I had this map up as a tab in my browser for ten months. Baltimore is a city of neighborhoods and even within them, a good block and a bad block can be separated by one street. But you begin with the neighborhood. I started with Charles Village, where I lived in college. I have such fond memories of the beautiful rowhouse we lived in then. That’s what I hoped for: something quiet and pretty in a charming neighborhood with good access to public transportation. And, of course, a rowhouse. The first time I took the train to Baltimore, I remember almost gasping at the view of all the houses attached to each other, wave after wave. That’s what Baltimore meant to me.
Well, that’s how I started. But houses in Charles Village were way, way too expensive for me. I moved outwards from there to houses in Harwood, Abell, and Remington. In my day, Hampden was a hillbilly neighborhood with cheap houses. Now it’s a hipster neighborhood with cheap houses at expensive prices. I did not really look there. Later, I looked at “The Waverlies” and Ednor Gardens. I did not find anything that worked at a price I could pay. Either it was beautiful and located on a terrible block or it was in terrible shape on a great block. And it was hard to do from afar because everything would look great and then you’d go and realize that it was utterly dead except for young men hanging around at two in the afternoon.
Of course I had a real estate agent, but he was less than helpful. He never once called me with any kind of lead. I would email him with a list of places I wanted to see and a date I wanted to see them. He’d add a few and we’d go off. He was faultlessly polite and would spend full days with me taking me from one place to another. At each house he’d stand back as I walked around and maybe make a comment or two. If I said, “I don’t think that’s the neighborhood for me,” he’d nod and we’d move on. For some people, this would probably be ideal. Not so much for me. He also didn’t seem to really know any of the neighborhoods we were looking at. Once, he suggested a house on probably the most dangerous corner in the area. I had to let him know that he probably shouldn’t suggest that house to anyone.
I did finally find a house I liked. With little guidance, I made a lowball offer and it was accepted. It was in Better Waverly, which is also called “Worse Waverly,” but it was a good street and a perfect location. It had a spacious kitchen and lovely sunroom. The inspection took over four hours and he wasn’t even done when I was forced to tell him to just stop. He found so many things wrong with it that it would have taken $25-$30k just to bring it up to a standard I could live in. Yikes.
My real estate agent had a family event and couldn’t come.
After that, I decided to get a new agent and wow, was mine amazing (as I said yesterday about my NY agent, if you need an agent in Baltimore, please contact me!). He sent me new listings pretty much every day. If I suggested something, he would say, “oh, I am not putting you there” or “we don’t live across from apartment buildings.” He also suggested neighborhoods I had never thought of, especially in Northeast Baltimore. There were houses he found that I really liked in Original Northwood, Lauraville, Hamilton, Beverly Hills, and Arcadia. One of the houses in Beverly Hills was literally in the parking lot of the Safeway. But that was because I had asked to be in walking distance of a supermarket. So there we were. But he taught me tons about the features of Baltimore houses, about the toilets in the basement and the Formstone and the history of the neighborhoods.
And we started to look at freestanding houses. In the beginning, as I said, I only looked at rowhouses. For one thing, they represented what I liked about Baltimore and the house I had loved so much in my college years. But I think as we looked, I started to remember what I had liked about houses growing up, and I dreamt bigger. I knew it would be harder to maintain from afar and probably more expensive. But if you are trying that hard to get away from an apartment, why stay attached to your neighbors?
As we looked, he got to understand me more and more, which my first agent really hadn’t. In fact, the first guy never emailed or called to find out why I had stopped contacting him, so I think he probably wasn’t all that interested in my business. But my new guy totally got me and thought looking for a vacation house in a nearby city was kind of darling. In the end, the house I bought wasn’t one my agent suggested; I found it myself. But I never would have even looked there had he not convinced me.
But this house grabbed me right away. It was freestanding on a block with all semi-detached and it was so light-filled that the first time I stayed there I kept thinking I had left the lights on in various rooms. It was on a quiet street across from a park and the front porch and master bedroom had a lovely view. And it had been foreclosed upon and was cheap. But earlier that week, I had seen another house I had loved in a highly sought after neighborhood. It had been lovingly maintained by a long time owner and had adorable touches and a back yard that resembled a wood. And it was a rowhouse with attentive neighbors nearby to look out for my house while I was gone.
So it was a tough choice. But in the end, it was the light that sold me. It took months of crazy wrangling (as I mentioned, it was a foreclosure) but now it is mine. I really wanted to cry at the closing but it was this dim room in a nondescript office park late on a Friday and I didn’t want to in front of the suits. Plus, I now realized that I was responsible for a house. With no super. Crazy!
And the craziest part was, this house really needed a car to make it livable. Did I mention that I haven’t driven more than a few blocks in ten years or daily in twenty? Good times!
Pictures and more on all this to come.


### THE PROBLEM:
Once the images are set aside, write out the rest of the records exactly.

———

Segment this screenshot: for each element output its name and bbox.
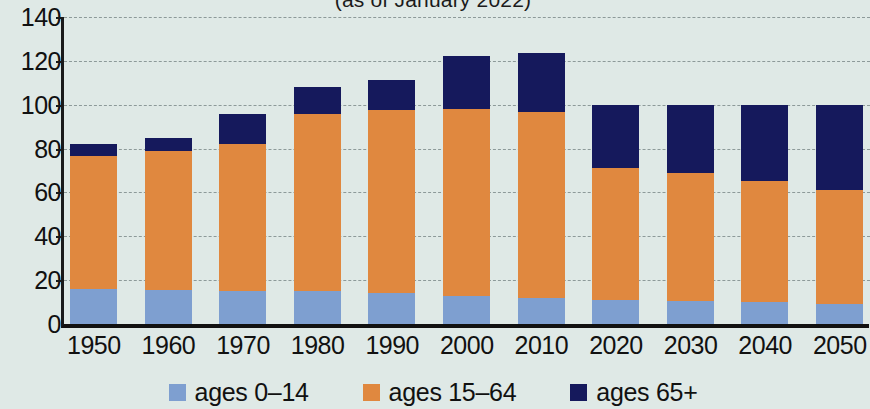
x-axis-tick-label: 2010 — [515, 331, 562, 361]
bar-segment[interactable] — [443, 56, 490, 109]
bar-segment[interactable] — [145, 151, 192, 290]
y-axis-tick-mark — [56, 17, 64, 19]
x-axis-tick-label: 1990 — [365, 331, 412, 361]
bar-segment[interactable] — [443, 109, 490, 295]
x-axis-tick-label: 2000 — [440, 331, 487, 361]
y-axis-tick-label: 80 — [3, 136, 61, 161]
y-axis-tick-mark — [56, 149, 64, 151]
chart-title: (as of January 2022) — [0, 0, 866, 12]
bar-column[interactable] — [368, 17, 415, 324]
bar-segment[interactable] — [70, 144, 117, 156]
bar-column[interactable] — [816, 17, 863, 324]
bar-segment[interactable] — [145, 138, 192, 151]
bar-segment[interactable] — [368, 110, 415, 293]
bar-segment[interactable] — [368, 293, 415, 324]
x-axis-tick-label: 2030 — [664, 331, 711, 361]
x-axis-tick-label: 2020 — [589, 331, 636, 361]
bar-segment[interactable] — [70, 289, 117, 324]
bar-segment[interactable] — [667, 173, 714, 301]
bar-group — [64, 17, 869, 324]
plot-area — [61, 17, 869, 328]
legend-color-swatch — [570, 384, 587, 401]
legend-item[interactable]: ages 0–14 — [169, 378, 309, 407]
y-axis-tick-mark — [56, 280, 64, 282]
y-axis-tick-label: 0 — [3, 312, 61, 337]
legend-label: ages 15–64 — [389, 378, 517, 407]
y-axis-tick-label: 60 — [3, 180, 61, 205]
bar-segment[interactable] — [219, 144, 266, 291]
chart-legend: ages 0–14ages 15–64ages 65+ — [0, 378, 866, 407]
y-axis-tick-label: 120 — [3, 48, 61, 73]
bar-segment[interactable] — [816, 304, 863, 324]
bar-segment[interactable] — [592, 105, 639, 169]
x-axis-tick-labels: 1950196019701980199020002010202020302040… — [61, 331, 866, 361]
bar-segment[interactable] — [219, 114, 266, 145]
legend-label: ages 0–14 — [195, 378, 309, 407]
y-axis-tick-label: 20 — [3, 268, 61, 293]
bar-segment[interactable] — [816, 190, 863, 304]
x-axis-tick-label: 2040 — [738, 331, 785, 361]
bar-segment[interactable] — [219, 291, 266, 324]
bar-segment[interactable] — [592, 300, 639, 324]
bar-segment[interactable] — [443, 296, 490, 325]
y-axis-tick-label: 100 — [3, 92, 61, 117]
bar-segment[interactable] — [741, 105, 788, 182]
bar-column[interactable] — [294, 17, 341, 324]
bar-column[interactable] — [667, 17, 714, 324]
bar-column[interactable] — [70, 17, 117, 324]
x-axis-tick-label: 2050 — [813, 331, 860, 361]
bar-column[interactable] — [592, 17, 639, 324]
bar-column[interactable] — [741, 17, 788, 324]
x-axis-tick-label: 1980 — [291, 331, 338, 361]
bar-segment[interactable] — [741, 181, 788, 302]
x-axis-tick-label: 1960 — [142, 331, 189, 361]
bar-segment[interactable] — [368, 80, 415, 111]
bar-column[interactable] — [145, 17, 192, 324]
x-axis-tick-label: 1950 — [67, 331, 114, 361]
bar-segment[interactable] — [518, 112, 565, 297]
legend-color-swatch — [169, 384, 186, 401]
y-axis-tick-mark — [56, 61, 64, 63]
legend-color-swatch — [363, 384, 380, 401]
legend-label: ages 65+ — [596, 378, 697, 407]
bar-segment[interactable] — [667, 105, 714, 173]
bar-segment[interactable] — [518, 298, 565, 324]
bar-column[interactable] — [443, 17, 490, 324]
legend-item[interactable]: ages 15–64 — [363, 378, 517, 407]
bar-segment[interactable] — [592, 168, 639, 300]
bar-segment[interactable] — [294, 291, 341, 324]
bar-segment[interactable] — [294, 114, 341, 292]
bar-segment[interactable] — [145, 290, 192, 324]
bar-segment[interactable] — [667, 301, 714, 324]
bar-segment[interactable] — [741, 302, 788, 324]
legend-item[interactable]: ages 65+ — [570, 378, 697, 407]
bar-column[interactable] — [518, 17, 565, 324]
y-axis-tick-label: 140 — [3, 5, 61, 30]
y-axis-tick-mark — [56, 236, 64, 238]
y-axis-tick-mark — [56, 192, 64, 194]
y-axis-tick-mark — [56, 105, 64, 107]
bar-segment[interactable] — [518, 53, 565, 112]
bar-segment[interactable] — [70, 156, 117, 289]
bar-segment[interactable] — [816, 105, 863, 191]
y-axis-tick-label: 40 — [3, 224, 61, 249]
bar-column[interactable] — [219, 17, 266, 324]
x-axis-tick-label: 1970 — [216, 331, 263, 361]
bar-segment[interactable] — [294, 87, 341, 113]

———

### WRITTEN ANSWER:
Segment this screenshot: for each element output its name and bbox.
x-axis-tick-label: 2010 — [515, 331, 562, 361]
bar-segment[interactable] — [443, 56, 490, 109]
bar-segment[interactable] — [145, 151, 192, 290]
y-axis-tick-mark — [56, 17, 64, 19]
x-axis-tick-label: 1990 — [365, 331, 412, 361]
bar-segment[interactable] — [443, 109, 490, 295]
x-axis-tick-label: 2000 — [440, 331, 487, 361]
y-axis-tick-label: 80 — [3, 136, 61, 161]
y-axis-tick-mark — [56, 149, 64, 151]
chart-title: (as of January 2022) — [0, 0, 866, 12]
bar-column[interactable] — [368, 17, 415, 324]
bar-segment[interactable] — [70, 144, 117, 156]
bar-column[interactable] — [816, 17, 863, 324]
bar-segment[interactable] — [145, 138, 192, 151]
bar-segment[interactable] — [368, 110, 415, 293]
bar-segment[interactable] — [368, 293, 415, 324]
x-axis-tick-label: 2030 — [664, 331, 711, 361]
x-axis-tick-label: 2020 — [589, 331, 636, 361]
bar-segment[interactable] — [70, 289, 117, 324]
bar-segment[interactable] — [667, 173, 714, 301]
bar-group — [64, 17, 869, 324]
plot-area — [61, 17, 869, 328]
legend-color-swatch — [570, 384, 587, 401]
legend-item[interactable]: ages 0–14 — [169, 378, 309, 407]
y-axis-tick-mark — [56, 280, 64, 282]
y-axis-tick-label: 0 — [3, 312, 61, 337]
legend-label: ages 15–64 — [389, 378, 517, 407]
y-axis-tick-label: 60 — [3, 180, 61, 205]
bar-segment[interactable] — [219, 144, 266, 291]
chart-legend: ages 0–14ages 15–64ages 65+ — [0, 378, 866, 407]
y-axis-tick-label: 120 — [3, 48, 61, 73]
bar-segment[interactable] — [816, 304, 863, 324]
bar-segment[interactable] — [592, 105, 639, 169]
x-axis-tick-labels: 1950196019701980199020002010202020302040… — [61, 331, 866, 361]
bar-segment[interactable] — [219, 114, 266, 145]
legend-label: ages 0–14 — [195, 378, 309, 407]
y-axis-tick-label: 20 — [3, 268, 61, 293]
bar-segment[interactable] — [816, 190, 863, 304]
x-axis-tick-label: 2040 — [738, 331, 785, 361]
bar-segment[interactable] — [219, 291, 266, 324]
bar-segment[interactable] — [592, 300, 639, 324]
bar-segment[interactable] — [443, 296, 490, 325]
y-axis-tick-label: 100 — [3, 92, 61, 117]
bar-segment[interactable] — [741, 105, 788, 182]
bar-column[interactable] — [294, 17, 341, 324]
bar-column[interactable] — [667, 17, 714, 324]
bar-column[interactable] — [70, 17, 117, 324]
x-axis-tick-label: 2050 — [813, 331, 860, 361]
bar-column[interactable] — [592, 17, 639, 324]
bar-column[interactable] — [741, 17, 788, 324]
x-axis-tick-label: 1980 — [291, 331, 338, 361]
bar-segment[interactable] — [741, 181, 788, 302]
x-axis-tick-label: 1960 — [142, 331, 189, 361]
bar-segment[interactable] — [368, 80, 415, 111]
bar-column[interactable] — [145, 17, 192, 324]
x-axis-tick-label: 1950 — [67, 331, 114, 361]
bar-segment[interactable] — [518, 112, 565, 297]
legend-color-swatch — [169, 384, 186, 401]
y-axis-tick-mark — [56, 61, 64, 63]
legend-color-swatch — [363, 384, 380, 401]
legend-label: ages 65+ — [596, 378, 697, 407]
bar-segment[interactable] — [667, 105, 714, 173]
bar-segment[interactable] — [518, 298, 565, 324]
bar-column[interactable] — [443, 17, 490, 324]
legend-item[interactable]: ages 15–64 — [363, 378, 517, 407]
bar-segment[interactable] — [592, 168, 639, 300]
bar-segment[interactable] — [294, 291, 341, 324]
bar-segment[interactable] — [294, 114, 341, 292]
bar-segment[interactable] — [145, 290, 192, 324]
bar-segment[interactable] — [667, 301, 714, 324]
bar-segment[interactable] — [741, 302, 788, 324]
legend-item[interactable]: ages 65+ — [570, 378, 697, 407]
bar-column[interactable] — [518, 17, 565, 324]
y-axis-tick-label: 140 — [3, 5, 61, 30]
y-axis-tick-mark — [56, 236, 64, 238]
y-axis-tick-mark — [56, 192, 64, 194]
y-axis-tick-mark — [56, 105, 64, 107]
bar-segment[interactable] — [518, 53, 565, 112]
bar-segment[interactable] — [70, 156, 117, 289]
bar-segment[interactable] — [816, 105, 863, 191]
y-axis-tick-label: 40 — [3, 224, 61, 249]
bar-column[interactable] — [219, 17, 266, 324]
x-axis-tick-label: 1970 — [216, 331, 263, 361]
bar-segment[interactable] — [294, 87, 341, 113]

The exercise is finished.